We at Teamspective have found monthly feedback weeks and a round of sharing to be an excellent practice which we follow religiously.
Link to development discussions
If your organization does development discussions every now and then, it can be tied closely to general feedback activity. This has multiple benefits:
The employee collects feedback and brings it to the development discussion. This way the meeting can become an active dialogue about the feedback, as opposed to a meeting where the manager gives feedback and the employee listens.
Knowing that a new development discussion is happening in future increases person's motivation and likelihood of collecting feedback for themselves.
Creating an expectation that development discussions are for discussing about a person's feedback and development helps separate it from evaluation discussions.

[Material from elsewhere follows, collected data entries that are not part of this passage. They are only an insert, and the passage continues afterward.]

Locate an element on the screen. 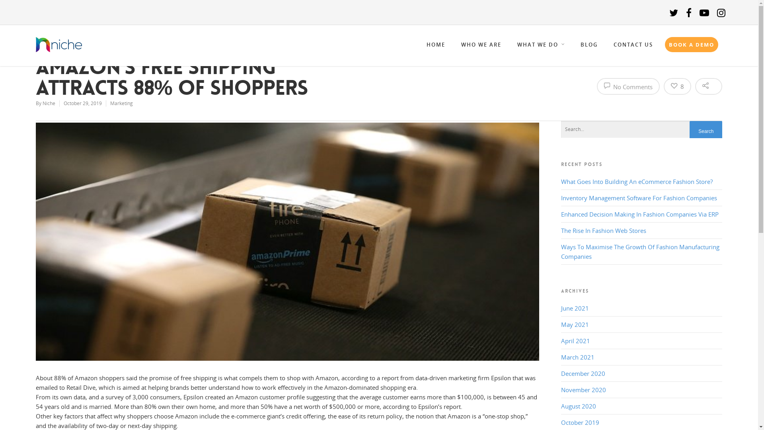 The width and height of the screenshot is (764, 430). May 2021 is located at coordinates (575, 324).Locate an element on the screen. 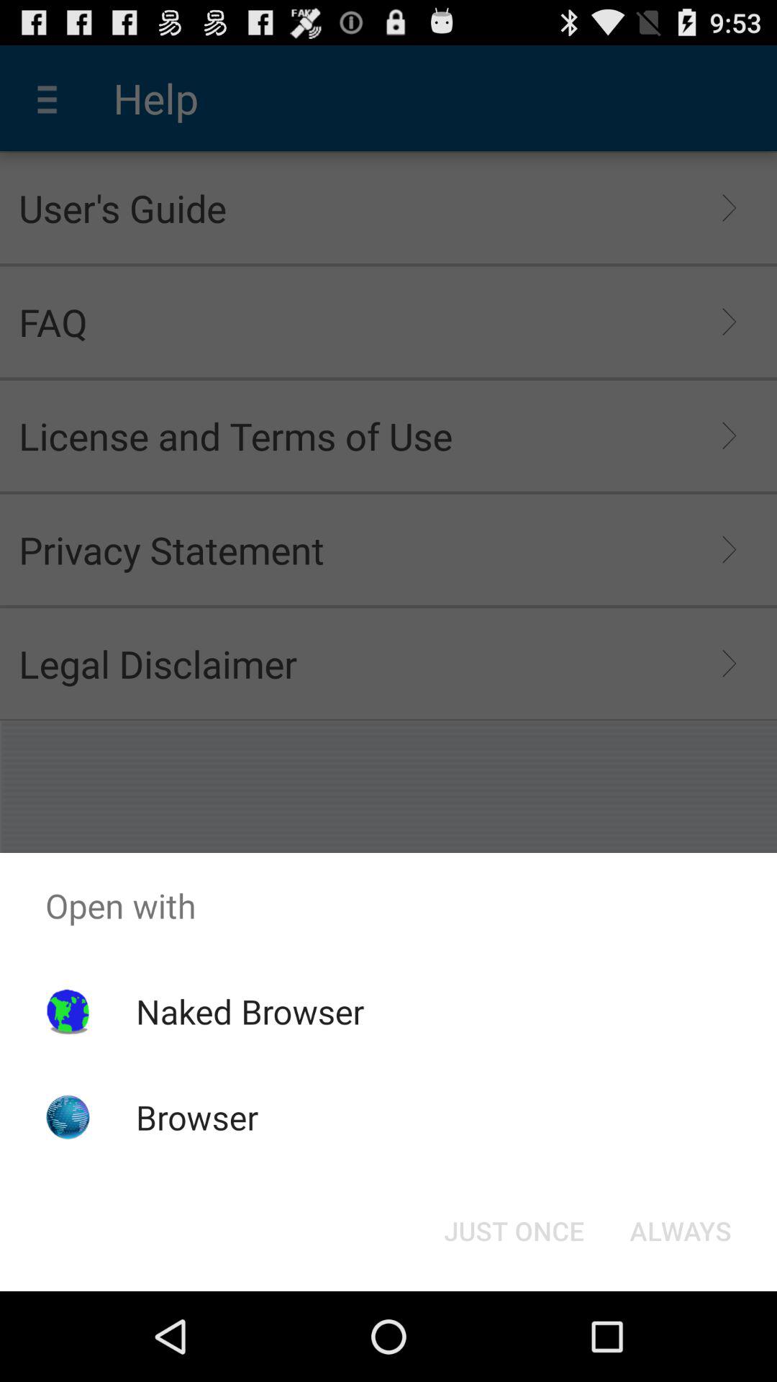 The image size is (777, 1382). swipe to the always is located at coordinates (681, 1231).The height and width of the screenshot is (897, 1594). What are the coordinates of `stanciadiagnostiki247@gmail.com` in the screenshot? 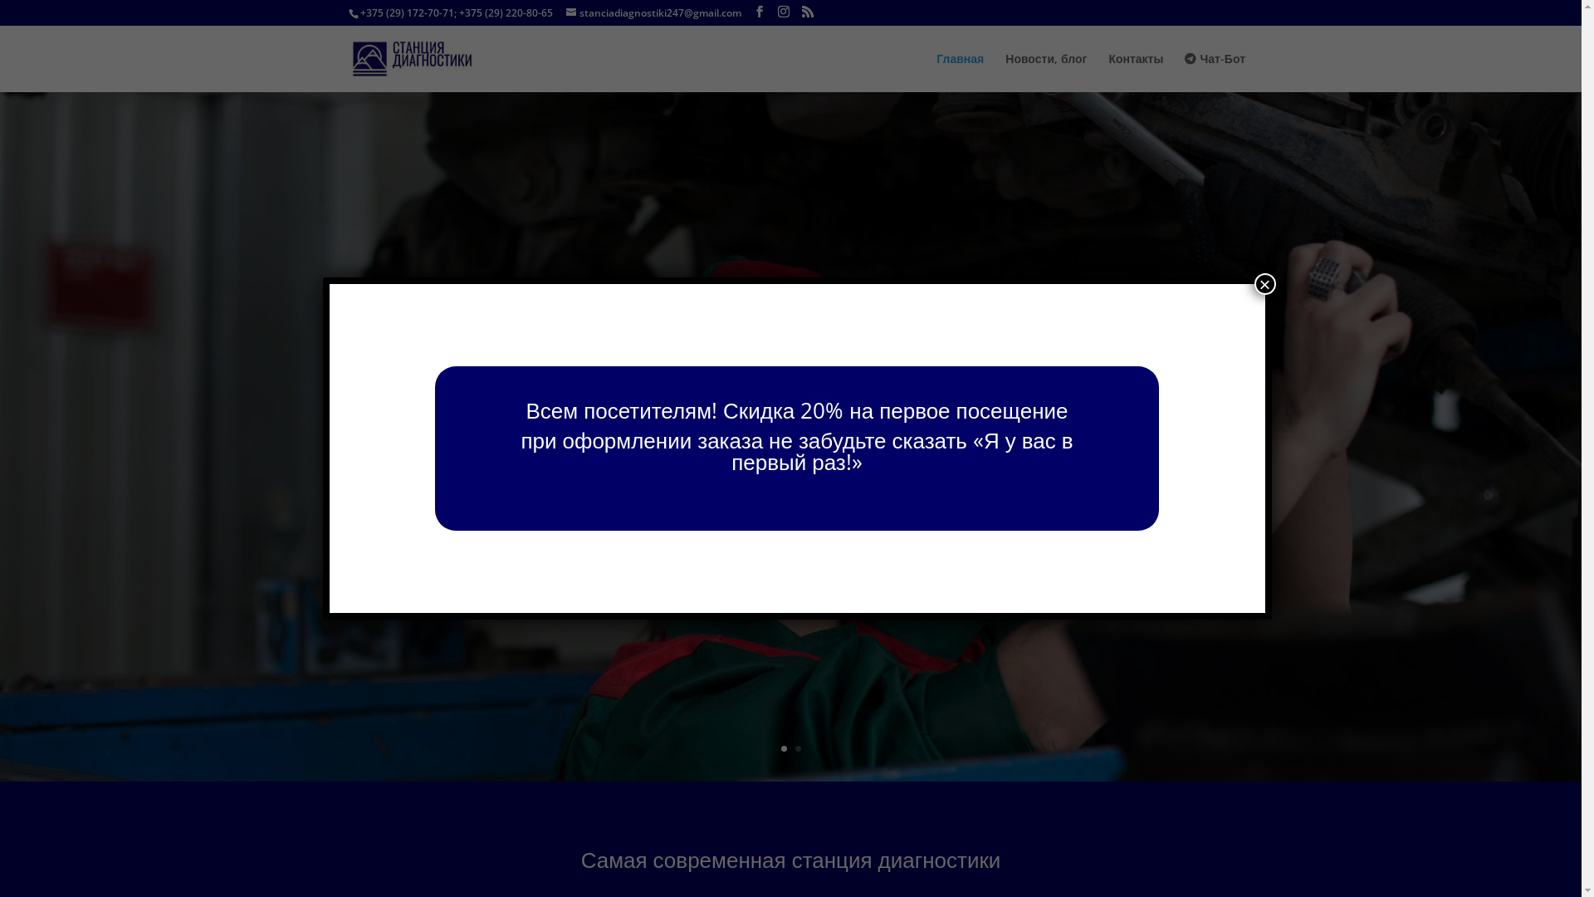 It's located at (654, 13).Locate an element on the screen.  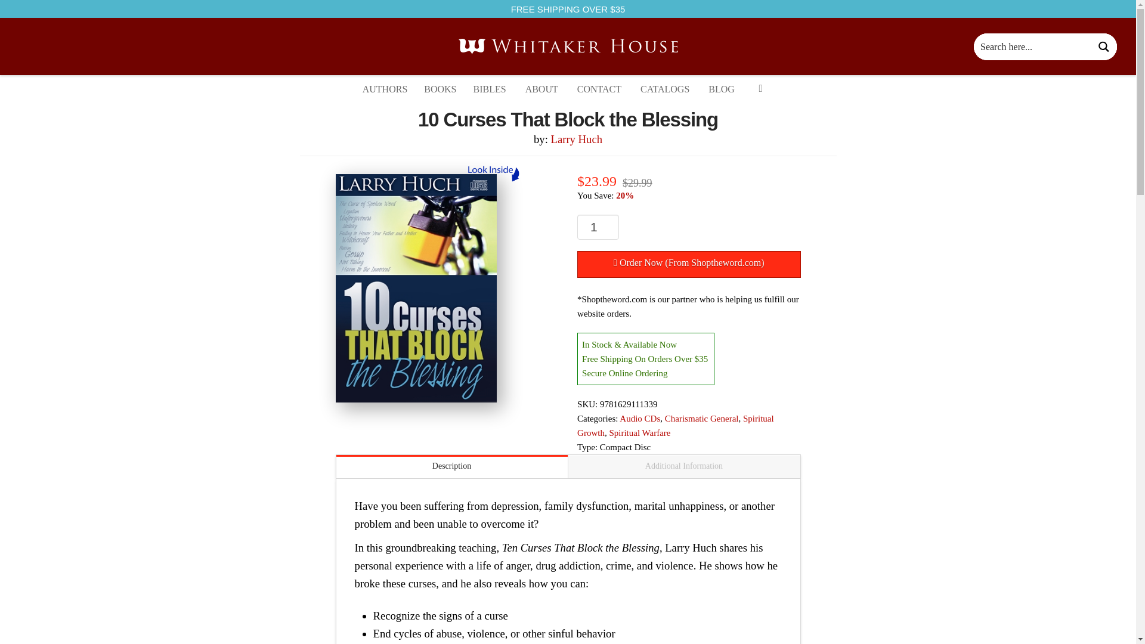
Additional Information is located at coordinates (683, 466).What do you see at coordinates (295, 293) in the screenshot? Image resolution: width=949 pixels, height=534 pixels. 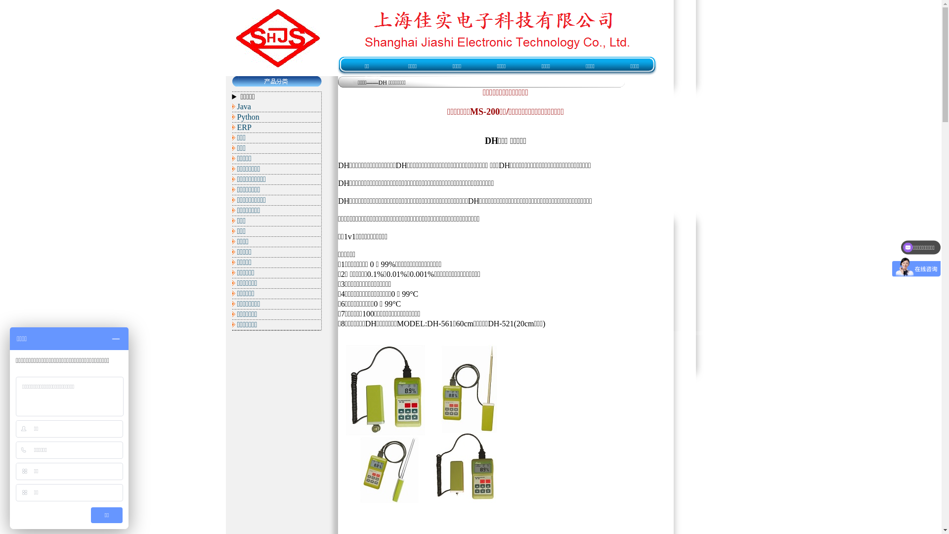 I see `0` at bounding box center [295, 293].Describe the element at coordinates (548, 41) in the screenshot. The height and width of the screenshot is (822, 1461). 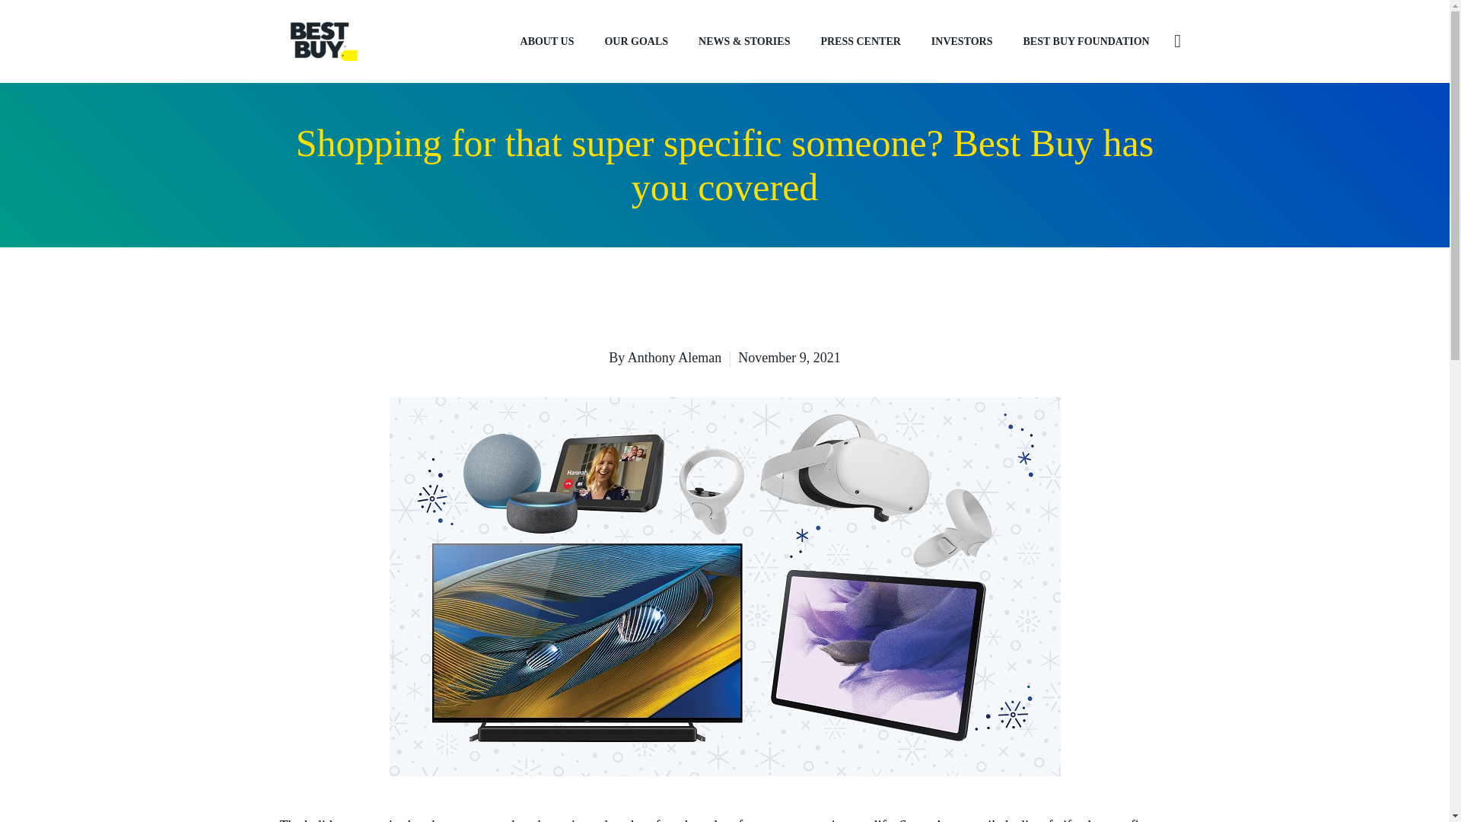
I see `ABOUT US` at that location.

It's extremely hard for people to receive evaluations and discuss about development in the same meeting, because their focus is in processing and reacting to how they have been evaluated.
It's useful to clarify this to everyone: Feedback should be collected for development, not for development discussions!
Companies connecting regular feedback collection to development discussions often follow a process similar to this:
Employees are expected to collect feedback from 1-3 people every month, to support ongoing development and timely feedback.
Feedback is shared and discussed with manager in development discussions, 1-4 times a year. In between these it's recommended to agree development goals and discuss about progress towards them.
Individual's development is used as one data point (together with performance evaluations, salary benchmarks etc) when making decisions during annual salary calibrations.
Teamspective also offers a solution for reliable and light-weight performance evaluations, so reach out to us if you're interested in hearing more about how to set up a process like this.
Ways to activate feedback without relying on reminders "from the company"
Create an employee development process which encourages regular feedback collection
See more context from the chapter above: Linking to development discussions.
When your company has a systematic process for development and evaluations, employees learn to anticipate the upcoming events and are more likely to proactively collect feedback. Active communication remains important as well.
Make managers accountable
We have seen many companies learn that communication from one's direct manager is multiple times more effective than a more generic message from HR or even the executive team. So giving managers responsibility and tools to activate their teams can have an amazing impact.
First best practice is to set expectations: "As the manager of your team, you are responsible of ensuring that your team members develop as professionals".
Second best practice is providing the right tools: for example in Teamspective every manager can see how many times each team member has requested for feedback and given feedback. This type of visibility leaves no room for arguments.
Third best practice is to hold everyone accountable: despite of giving responsibility to the managers, it's good to every now and then check on company wide statistics so you can remind, steer and celebrate the managers on their behaviour.
Celebrate people who are active
Motivating is always more effective and lasting with a carrot than a stick. With Teamspective's feedback stats you can easily recognize the individuals who really put effort in collecting feedback to develop themselves, and who take the time to give others feedback to help them grow.
Similarly to what we covered in Activating praise chapter, many companies do public recognition or even rewarding of the most active individuals. Just be careful how you do it, to encourage this activity for the right intentions.